Thanks to the 200% courage boost, I could move far more nimbly than usual.
Scheitelhau.
Crunch!
A head-cut technique adapted from the fencing move to the halberd, where bringing it down fast is what matters. It dealt a heavy blow to the breastplate of the guard knight who’d barely gotten up from his roll.
"Damn it!"
The guard knight who’d been flung back parried my descending strike with a rotation. But as if he’d been waiting for it, he attempted a winding (rotating while bound) and forced the halberd’s shaft downward.
For an instant my halberd was dragged down.
A very fine Krumphau (hooking cut).
But when I hauled the halberd back with strength, the guard knight, still entangled, was pulled forward in an instant and fell. His attempt to follow up with a thrust came to nothing.
Because I’d read it first through Fühlen. The sense called Fühlen lets you anticipate the opponent’s attack. And regrettably for him, my skill right now was boosted by 200%.
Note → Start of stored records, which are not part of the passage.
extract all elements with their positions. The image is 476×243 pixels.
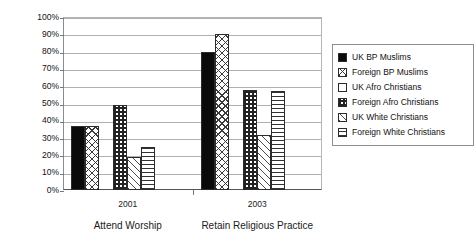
legend-item-label: UK BP Muslims xyxy=(352,53,411,62)
legend-item: UK Afro Christians xyxy=(338,80,468,95)
chart-figure: 0%10%20%30%40%50%60%70%80%90%100% 2001At… xyxy=(0,0,476,243)
legend-item: UK BP Muslims xyxy=(338,50,468,65)
y-axis-tick-label: 100% xyxy=(37,13,59,22)
x-axis-year-label: 2003 xyxy=(193,199,323,209)
y-axis-tick-label: 40% xyxy=(42,116,59,125)
y-axis-tick-label: 0% xyxy=(47,186,59,195)
y-axis-tick-label: 60% xyxy=(42,82,59,91)
legend-item-label: Foreign BP Muslims xyxy=(352,68,428,77)
legend-swatch-icon xyxy=(338,68,347,77)
bar xyxy=(141,147,155,190)
y-axis-tick-label: 70% xyxy=(42,64,59,73)
x-axis-category-caption: Retain Religious Practice xyxy=(173,220,343,231)
legend-item-label: Foreign White Christians xyxy=(352,128,445,137)
bar xyxy=(127,157,141,190)
y-axis-tick-label: 50% xyxy=(42,99,59,108)
y-axis-tick-label: 10% xyxy=(42,168,59,177)
y-axis-tick-label: 20% xyxy=(42,151,59,160)
legend-item: Foreign White Christians xyxy=(338,125,468,140)
legend-swatch-icon xyxy=(338,128,347,137)
category-separator xyxy=(193,190,194,195)
y-axis-tick-label: 30% xyxy=(42,134,59,143)
x-axis-year-label: 2001 xyxy=(63,199,193,209)
bar xyxy=(215,34,229,190)
legend-item: Foreign Afro Christians xyxy=(338,95,468,110)
legend-item: UK White Christians xyxy=(338,110,468,125)
legend-swatch-icon xyxy=(338,83,347,92)
bar xyxy=(71,126,85,190)
bar xyxy=(201,52,215,190)
legend-item: Foreign BP Muslims xyxy=(338,65,468,80)
y-axis-tick-label: 90% xyxy=(42,30,59,39)
chart-legend: UK BP MuslimsForeign BP MuslimsUK Afro C… xyxy=(332,44,474,146)
legend-item-label: Foreign Afro Christians xyxy=(352,98,438,107)
bar-series-container xyxy=(63,17,322,190)
legend-swatch-icon xyxy=(338,98,347,107)
legend-swatch-icon xyxy=(338,113,347,122)
bar xyxy=(243,90,257,190)
bar-group xyxy=(71,17,155,190)
bar xyxy=(257,135,271,190)
y-axis-tick xyxy=(60,191,64,192)
bar xyxy=(271,91,285,190)
bar xyxy=(113,105,127,190)
legend-item-label: UK Afro Christians xyxy=(352,83,421,92)
y-axis-labels: 0%10%20%30%40%50%60%70%80%90%100% xyxy=(0,0,59,207)
y-axis-tick-label: 80% xyxy=(42,47,59,56)
bar xyxy=(85,126,99,190)
legend-swatch-icon xyxy=(338,53,347,62)
bar-group xyxy=(201,17,285,190)
legend-item-label: UK White Christians xyxy=(352,113,428,122)
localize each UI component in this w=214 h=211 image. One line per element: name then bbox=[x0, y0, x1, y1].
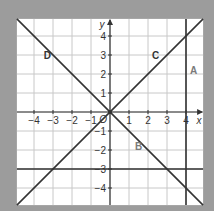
line-label-a: A bbox=[190, 65, 197, 76]
y-tick-label: −4 bbox=[95, 183, 107, 194]
line-label-d: D bbox=[44, 50, 51, 61]
origin-point bbox=[108, 110, 112, 114]
y-tick-label: −3 bbox=[95, 164, 107, 175]
y-tick-label: 3 bbox=[100, 50, 106, 61]
x-tick-label: −3 bbox=[47, 115, 59, 126]
x-tick-label: 2 bbox=[145, 115, 151, 126]
x-tick-label: −1 bbox=[85, 115, 97, 126]
x-tick-label: −2 bbox=[66, 115, 78, 126]
y-tick-label: 2 bbox=[100, 69, 106, 80]
y-tick-label: 4 bbox=[100, 31, 106, 42]
x-tick-label: 1 bbox=[126, 115, 132, 126]
x-axis-label: x bbox=[196, 115, 203, 126]
origin-label: O bbox=[99, 114, 107, 125]
y-tick-label: −1 bbox=[95, 126, 107, 137]
line-label-c: C bbox=[152, 50, 159, 61]
y-axis-label: y bbox=[99, 19, 106, 30]
coordinate-plot: −4−3−2−11234−4−3−2−11234Oxy ABCD bbox=[0, 0, 214, 211]
line-label-b: B bbox=[135, 141, 142, 152]
x-tick-label: 4 bbox=[183, 115, 189, 126]
x-tick-label: 3 bbox=[164, 115, 170, 126]
x-tick-label: −4 bbox=[28, 115, 40, 126]
y-tick-label: 1 bbox=[100, 88, 106, 99]
y-tick-label: −2 bbox=[95, 145, 107, 156]
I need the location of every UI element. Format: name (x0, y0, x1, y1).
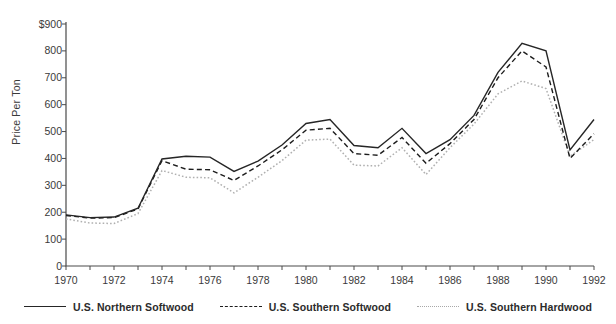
legend-label: U.S. Northern Softwood (73, 301, 194, 313)
x-tick-label: 1980 (294, 274, 317, 286)
legend-item[interactable]: U.S. Northern Softwood (24, 301, 194, 313)
series-line-dotted (66, 81, 594, 224)
x-tick-label: 1978 (246, 274, 269, 286)
x-tick-label: 1972 (102, 274, 125, 286)
series-line-solid (66, 43, 594, 217)
x-tick-label: 1988 (486, 274, 509, 286)
legend-item[interactable]: U.S. Southern Hardwood (417, 301, 592, 313)
x-tick-label: 1990 (534, 274, 557, 286)
legend-label: U.S. Southern Softwood (269, 301, 391, 313)
chart-legend: U.S. Northern SoftwoodU.S. Southern Soft… (0, 296, 616, 318)
x-tick-label: 1992 (582, 274, 605, 286)
x-tick-label: 1982 (342, 274, 365, 286)
x-tick-label: 1984 (390, 274, 413, 286)
x-tick-label: 1986 (438, 274, 461, 286)
x-tick-label: 1976 (198, 274, 221, 286)
x-tick-label: 1974 (150, 274, 173, 286)
legend-label: U.S. Southern Hardwood (466, 301, 592, 313)
chart-figure: Price Per Ton 0100200300400500600700800$… (0, 0, 616, 324)
legend-item[interactable]: U.S. Southern Softwood (220, 301, 391, 313)
x-tick-label: 1970 (54, 274, 77, 286)
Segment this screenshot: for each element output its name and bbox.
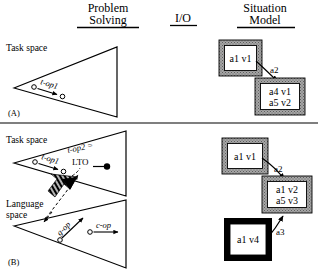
sm-node-a4v1-panelA: a4 v1 a5 v2 <box>255 78 305 115</box>
operator-c-op: c-op <box>88 220 118 234</box>
language-space-triangle-b <box>14 200 126 268</box>
language-space-label-line2: space <box>6 210 27 220</box>
operator-t-op2-lto: t-op2 = LTO <box>66 140 110 170</box>
header-io-line1: I/O <box>175 11 191 25</box>
operator-g-op-label: g-op <box>54 219 72 237</box>
operator-g-op: g-op <box>54 218 83 242</box>
diagram-canvas: Problem Solving I/O Situation Model Task… <box>0 0 318 273</box>
operator-end-node-a <box>60 94 65 99</box>
operator-t-op1-b-label: t-op1 <box>40 151 60 166</box>
sm-node-a1v1-panelA: a1 v1 <box>219 40 262 76</box>
sm-arc-label-a3: a3 <box>276 227 285 237</box>
dashed-hook-to-lto <box>72 168 80 176</box>
sm-node-a1v1-panelB: a1 v1 <box>222 138 268 174</box>
operator-c-op-label: c-op <box>96 220 111 230</box>
operator-c-op-node <box>88 230 93 235</box>
operator-lto-filled-node <box>104 163 110 169</box>
sm-node-text-line1: a1 v1 <box>234 151 256 162</box>
figure-root: Problem Solving I/O Situation Model Task… <box>0 0 318 273</box>
panel-label-b: (B) <box>8 257 20 267</box>
sm-node-a1v2-panelB: a1 v2 a5 v3 <box>262 176 312 213</box>
sm-node-a1v4-panelB: a1 v4 <box>224 218 272 261</box>
sm-node-text-line1: a1 v2 <box>276 184 298 195</box>
sm-node-text-line1: a1 v4 <box>237 234 259 245</box>
sm-arc-label-a2: a2 <box>270 65 279 75</box>
header-problem-solving: Problem Solving <box>77 1 139 28</box>
operator-end-node-b <box>61 169 66 174</box>
header-situation-model: Situation Model <box>237 1 295 28</box>
operator-start-node-a <box>32 85 37 90</box>
bold-hatched-arrow-shape <box>48 174 77 197</box>
operator-t-op2-label: t-op2 = <box>66 140 93 155</box>
sm-node-text-line2: a5 v2 <box>269 97 291 108</box>
header-problem-solving-line2: Solving <box>89 13 126 27</box>
sm-node-text-line1: a4 v1 <box>269 86 291 97</box>
operator-t-op1-a: t-op1 <box>32 76 65 98</box>
operator-lto-label: LTO <box>72 157 89 167</box>
task-space-triangle-a <box>14 47 117 117</box>
operator-g-op-node <box>58 238 63 243</box>
sm-node-text-line1: a1 v1 <box>230 53 252 64</box>
sm-node-text-line2: a5 v3 <box>276 195 298 206</box>
language-space-label-line1: Language <box>6 199 43 209</box>
panel-label-a: (A) <box>8 108 20 118</box>
sm-arc-label-a2: a2 <box>274 164 283 174</box>
operator-start-node-b <box>33 160 38 165</box>
operator-t-op1-a-label: t-op1 <box>39 76 59 91</box>
header-situation-model-line2: Model <box>249 13 281 27</box>
bold-hatched-arrow <box>48 174 77 197</box>
header-io: I/O <box>170 11 197 26</box>
task-space-label-a: Task space <box>6 43 47 53</box>
task-space-label-b: Task space <box>6 135 47 145</box>
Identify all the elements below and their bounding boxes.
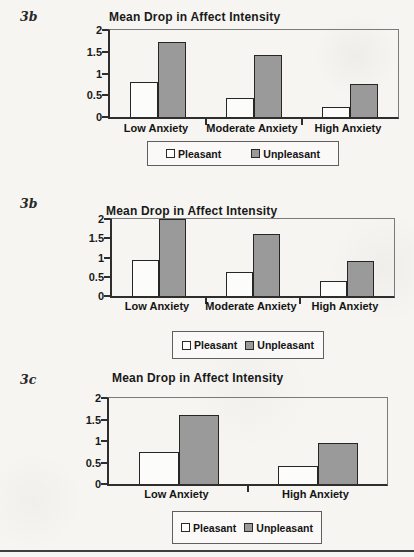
bar-pleasant <box>320 281 347 296</box>
bar-pleasant <box>132 260 159 296</box>
y-tick-mark <box>104 218 110 220</box>
bar-unpleasant <box>179 415 219 484</box>
y-tick-label: 2 <box>70 24 102 36</box>
bar-pleasant <box>139 452 179 484</box>
y-tick-label: 1.5 <box>72 232 104 244</box>
y-tick-label: 1 <box>70 68 102 80</box>
legend-label: Unpleasant <box>257 339 314 351</box>
bar-unpleasant <box>318 443 358 484</box>
y-tick-mark <box>102 29 108 31</box>
legend-entry-pleasant: Pleasant <box>182 339 237 351</box>
y-tick-mark <box>101 419 107 421</box>
legend-entry-unpleasant: Unpleasant <box>245 339 314 351</box>
x-axis-labels: Low AnxietyModerate AnxietyHigh Anxiety <box>108 122 396 136</box>
chart-title: Mean Drop in Affect Intensity <box>109 10 280 24</box>
y-tick-mark <box>101 440 107 442</box>
bar-unpleasant <box>159 219 186 296</box>
y-tick-label: 2 <box>72 213 104 225</box>
bar-pleasant <box>226 98 254 117</box>
pleasant-swatch-icon <box>166 149 175 158</box>
bar-unpleasant <box>347 261 374 296</box>
y-tick-label: 2 <box>69 392 101 404</box>
y-tick-label: 0.5 <box>70 89 102 101</box>
bar-unpleasant <box>350 84 378 117</box>
y-tick-label: 1.5 <box>70 46 102 58</box>
y-tick-mark <box>102 51 108 53</box>
bar-pleasant <box>278 466 318 484</box>
x-axis-labels: Low AnxietyHigh Anxiety <box>107 488 385 502</box>
bar-pleasant <box>130 82 158 117</box>
legend-label: Pleasant <box>193 522 236 534</box>
bar-pleasant <box>226 272 253 296</box>
plot-area: 00.511.52 <box>110 218 395 298</box>
x-category-label: Low Anxiety <box>108 122 204 134</box>
legend-label: Pleasant <box>194 339 237 351</box>
legend: PleasantUnpleasant <box>172 331 324 359</box>
x-category-label: High Anxiety <box>298 300 392 312</box>
x-category-label: Low Anxiety <box>110 300 204 312</box>
figure-3b-top: 3b Mean Drop in Affect Intensity 00.511.… <box>0 3 414 185</box>
y-tick-mark <box>104 257 110 259</box>
legend-entry-unpleasant: Unpleasant <box>251 148 320 160</box>
figure-3c: 3c Mean Drop in Affect Intensity 00.511.… <box>0 362 414 548</box>
legend-entry-unpleasant: Unpleasant <box>244 522 313 534</box>
y-tick-mark <box>104 237 110 239</box>
y-tick-label: 0 <box>72 290 104 302</box>
figure-label: 3c <box>20 372 36 387</box>
bar-unpleasant <box>254 55 282 117</box>
bar-pleasant <box>322 107 350 117</box>
chart-title: Mean Drop in Affect Intensity <box>106 204 277 218</box>
y-tick-label: 0 <box>70 111 102 123</box>
y-tick-mark <box>102 94 108 96</box>
plot-area: 00.511.52 <box>107 397 388 486</box>
x-category-label: High Anxiety <box>300 122 396 134</box>
pleasant-swatch-icon <box>182 341 191 350</box>
legend-label: Unpleasant <box>256 522 313 534</box>
scanned-figure-page: 3b Mean Drop in Affect Intensity 00.511.… <box>0 0 414 557</box>
unpleasant-swatch-icon <box>245 341 254 350</box>
legend: PleasantUnpleasant <box>147 141 339 166</box>
y-tick-mark <box>101 462 107 464</box>
y-tick-label: 0.5 <box>72 271 104 283</box>
y-tick-mark <box>104 295 110 297</box>
legend-label: Pleasant <box>178 148 221 160</box>
x-category-label: Moderate Anxiety <box>204 122 300 134</box>
x-axis-labels: Low AnxietyModerate AnxietyHigh Anxiety <box>110 300 392 314</box>
pleasant-swatch-icon <box>181 523 190 532</box>
x-category-label: Moderate Anxiety <box>204 300 298 312</box>
y-tick-label: 0 <box>69 478 101 490</box>
legend-entry-pleasant: Pleasant <box>166 148 221 160</box>
legend: PleasantUnpleasant <box>172 511 322 544</box>
unpleasant-swatch-icon <box>251 149 260 158</box>
unpleasant-swatch-icon <box>244 523 253 532</box>
legend-entry-pleasant: Pleasant <box>181 522 236 534</box>
plot-area: 00.511.52 <box>108 29 399 119</box>
chart-title: Mean Drop in Affect Intensity <box>112 371 283 385</box>
y-tick-mark <box>101 483 107 485</box>
figure-3b-middle: 3b Mean Drop in Affect Intensity 00.511.… <box>0 185 414 362</box>
y-tick-label: 0.5 <box>69 457 101 469</box>
x-category-label: High Anxiety <box>246 488 385 500</box>
y-tick-mark <box>104 276 110 278</box>
bar-unpleasant <box>158 42 186 117</box>
legend-label: Unpleasant <box>263 148 320 160</box>
y-tick-label: 1.5 <box>69 414 101 426</box>
bar-unpleasant <box>253 234 280 296</box>
y-tick-label: 1 <box>72 252 104 264</box>
y-tick-mark <box>101 397 107 399</box>
y-tick-mark <box>102 73 108 75</box>
figure-label: 3b <box>20 9 37 24</box>
y-tick-mark <box>102 116 108 118</box>
x-category-label: Low Anxiety <box>107 488 246 500</box>
figure-label: 3b <box>20 196 37 211</box>
y-tick-label: 1 <box>69 435 101 447</box>
page-divider-line <box>0 550 414 552</box>
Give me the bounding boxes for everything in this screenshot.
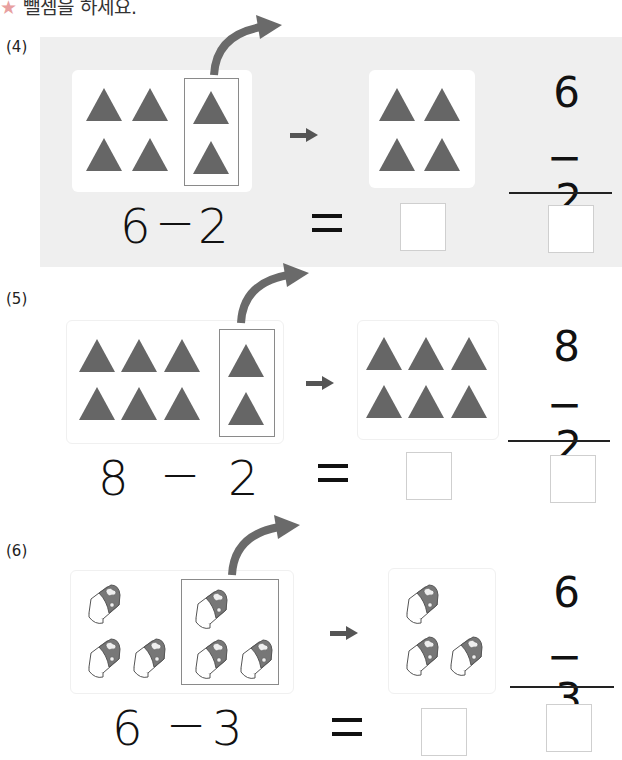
minuend: 6	[120, 202, 151, 250]
eraser-icon	[399, 633, 443, 677]
before-picture-card	[70, 570, 294, 694]
triangle-icon	[408, 385, 444, 418]
eraser-icon	[399, 581, 443, 625]
vertical-sum-line	[508, 440, 610, 442]
star-icon: ★	[0, 0, 17, 18]
triangle-icon	[379, 88, 415, 121]
triangle-icon	[79, 339, 115, 372]
after-picture-card	[369, 70, 475, 188]
vertical-minuend: 8	[540, 326, 580, 368]
eraser-icon	[126, 635, 170, 679]
problem-label: (4)	[6, 38, 27, 56]
answer-box-horizontal[interactable]	[421, 708, 467, 756]
eraser-icon	[188, 586, 232, 630]
subtrahend: 2	[198, 202, 229, 250]
eraser-icon	[233, 636, 277, 680]
triangle-icon	[379, 138, 415, 171]
triangle-icon	[86, 88, 122, 121]
eraser-icon	[81, 581, 125, 625]
eraser-icon	[188, 636, 232, 680]
triangle-icon	[193, 141, 229, 174]
minuend: 6	[112, 704, 143, 752]
minus-sign: −	[166, 700, 206, 748]
triangle-icon	[121, 387, 157, 420]
after-picture-card	[357, 320, 499, 440]
before-picture-card	[72, 70, 252, 192]
triangle-icon	[366, 337, 402, 370]
triangle-icon	[408, 337, 444, 370]
after-picture-card	[388, 568, 496, 694]
problem-label: (5)	[6, 290, 27, 308]
removed-group-box	[184, 78, 239, 186]
triangle-icon	[121, 339, 157, 372]
triangle-icon	[79, 387, 115, 420]
vertical-minuend: 6	[540, 72, 580, 114]
removed-group-box	[181, 579, 279, 685]
triangle-icon	[451, 337, 487, 370]
vertical-sum-line	[510, 686, 614, 688]
take-away-curved-arrow-icon	[233, 260, 313, 326]
triangle-icon	[193, 91, 229, 124]
minuend: 8	[98, 454, 129, 502]
answer-box-vertical[interactable]	[546, 704, 592, 752]
vertical-sum-line	[509, 192, 612, 194]
triangle-icon	[164, 339, 200, 372]
answer-box-vertical[interactable]	[548, 205, 594, 253]
equals-sign	[318, 464, 348, 482]
triangle-icon	[451, 385, 487, 418]
answer-box-horizontal[interactable]	[400, 203, 446, 251]
arrow-right-icon	[306, 376, 334, 390]
answer-box-horizontal[interactable]	[406, 452, 452, 500]
triangle-icon	[424, 88, 460, 121]
triangle-icon	[424, 138, 460, 171]
arrow-right-icon	[330, 626, 358, 640]
before-picture-card	[66, 320, 284, 444]
instruction-text: 뺄셈을 하세요.	[23, 0, 137, 18]
eraser-icon	[81, 635, 125, 679]
triangle-icon	[132, 88, 168, 121]
subtrahend: 2	[228, 454, 259, 502]
triangle-icon	[228, 344, 264, 377]
subtrahend: 3	[212, 704, 243, 752]
take-away-curved-arrow-icon	[206, 12, 286, 78]
instruction-header: ★뺄셈을 하세요.	[0, 0, 137, 19]
equals-sign	[312, 214, 342, 232]
triangle-icon	[132, 138, 168, 171]
triangle-icon	[228, 392, 264, 425]
problem-label: (6)	[6, 542, 27, 560]
triangle-icon	[164, 387, 200, 420]
minus-sign: −	[160, 450, 200, 498]
minus-sign: −	[155, 198, 195, 246]
vertical-minuend: 6	[540, 572, 580, 614]
answer-box-vertical[interactable]	[550, 455, 596, 503]
triangle-icon	[366, 385, 402, 418]
equals-sign	[332, 718, 362, 736]
eraser-icon	[443, 633, 487, 677]
removed-group-box	[219, 329, 275, 437]
take-away-curved-arrow-icon	[224, 512, 304, 578]
triangle-icon	[86, 138, 122, 171]
arrow-right-icon	[290, 128, 318, 142]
Center of gravity, the flow of the blade, and instinct.
Fühlen is what encompasses all of it.
The fallen guard knight looked up at me as if seeing a ghost. But the instant I brought the halberd down, he hastily rolled aside and got up.
Thwack!
The moment he stood, I struck him with the end of the shaft and sent him flying.
Just as I was about to press the attack, I blocked the sword of the remaining guard knight, who’d recovered from the shock.
Claaang! Clang! Clang!
The guard knight who’d lunged from my left unleashed nimble combinations and forced me onto the defensive. The halberd is hard to use nimbly, so it has the weakness of being forced onto the defensive by fast attacks.
But strength beyond a certain level chews up every weakness.
Like Leto, who swings his massive halberd like an ultimate weapon.
Boom!
As the weighty force landed, the knight staggered and drew back. Keeping my distance from his blade, I bound the halberd’s head to it, then swiftly rode the line and lowered the axe blade toward his grip.
A longsword has no ricasso to block a halberd’s axe blade from reaching the grip.
A ricasso is a safety feature built to keep the edge from reaching too close to the grip, protecting the hand holding the sword. Two-handed swords usually have one, but longswords don’t.
That was why it was hard to face a halberd with a longsword.
With his gauntlet caught on the tip of the axe blade, the guard knight had no choice but to come along as I pulled. Before another enemy could interfere, I swiftly swung the halberd and drove it into the fallen guard knight’s helmet.
Crunch!
Slash!
Hot blood sprayed in every direction.
The last guard knight let out an anguished cry.
"Lanted! Aaaaah!"
The death of his final comrade knight, with whom he’d shared everything in the guard, made the last one cast his life aside and rush me. But I wasn’t swept up in the moment and faced him calmly.
Ten minutes left.
The greater the hurry, the more you must slow down.
I heavily parried the sword of the guard knight, who’d lost all reason and swung blindly. Driven back by the powerful force, his upper body rocked hard and his stance crumbled.
Unterhau.
Unterhau is a rising cut. Changing the direction of the halberd’s head, which had dropped to the floor, I drove it precisely up into the guard knight’s armpit.
"Gaaah!"
As he screamed and toppled backward, I raised the halberd high overhead and brought it straight down on him. His eyes, full of despair, showed he had given up on everything.
Crunch!
The Zornhau combination flowing out of the Unterhau is textbook halberd technique. But it seemed the last knight’s life hadn’t been fully cut short.
Hmm, a lucky fellow.
I hadn’t wanted to kill a knight who’d fought so well.
Gasping for breath, blood foaming up, he spoke.
"K-kill me with honor. Cough, cough!"
"...You wish for death?"
"I’m a p-poor knight. Even if I live, cough, cough! I can’t pay a ransom. Grant me the honor of dying by the hand of a great knight... alongside my comrades..."
But before he even needed my hand, he breathed his last.
A knight wishes for an honorable death. That must be the final moment knights long for. But I will never choose an honorable death.
I’ll choose to live out my days in peace and quiet with Hilda and die old.